Friday, March 30, 2007

Between troops and Tigers: refugees caught in Sri Lanka's bloody crossfire


Sitting beneath a palm tree, Loganathan points to his new "house": a brown tent with blankets for a floor just outside Batticaloa, a town on Sri Lanka's east coast straddling a blue lagoon. The 34-year-old Tamil labourer says his family have been sheltering under the tarpaulin since November when a mortar shell landed in his garden, which was about 62 miles away from the refugee camp he now calls home.

His nine-year-old daughter lost her arm in the blast and his five-year-old son's back was scarred by the shrapnel.

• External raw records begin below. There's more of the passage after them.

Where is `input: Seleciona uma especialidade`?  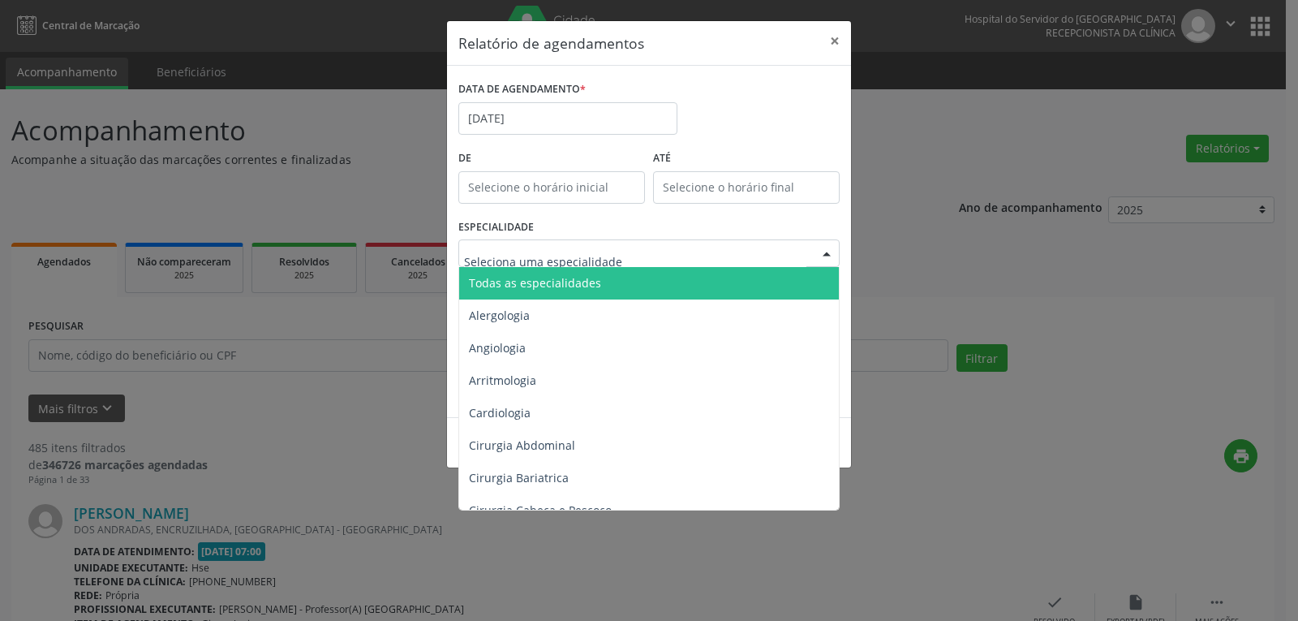
input: Seleciona uma especialidade is located at coordinates (635, 261). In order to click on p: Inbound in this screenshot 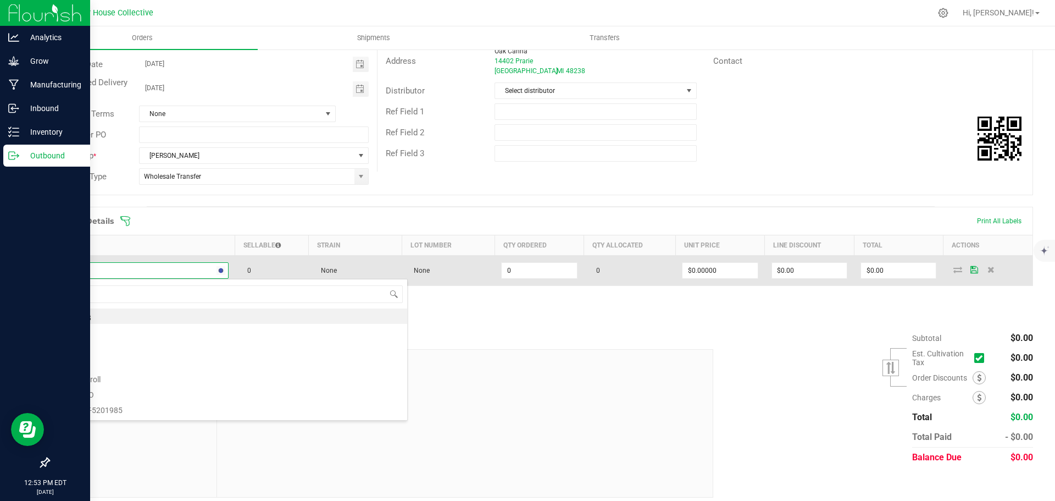, I will do `click(52, 108)`.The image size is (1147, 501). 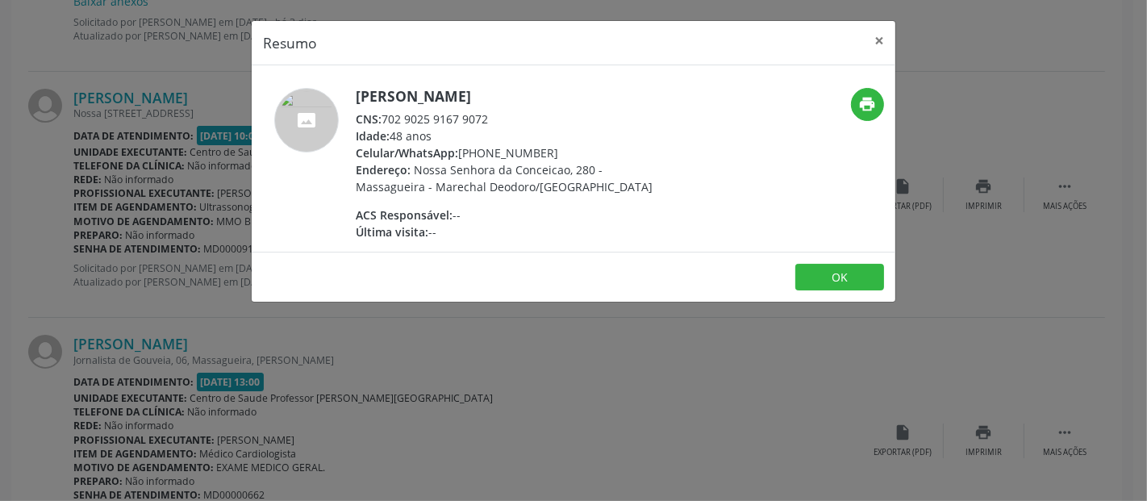 I want to click on img: accompaniment, so click(x=306, y=120).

"The army was shelling the town and we innocent people were caught in the firing. Now we are stuck here. These tents are too hot, there's too much sickness and no medicine and no jobs for us."

The father of two is typical of Batticaloa's newest residents. Displaced by an increasingly bloody civil war between Tamil Tiger guerrillas and the Sri Lankan army, more than 150,000 live under plastic tents or in hastily converted schools and warehouses.

Most have walked days to reach this sandy stretch of land, not stopping even when darkness fell for fear of being caught in the crossfire. The exodus began last summer after the Tigers and the government fought a war over control of a key dam outside the harbour town of Trincomalee.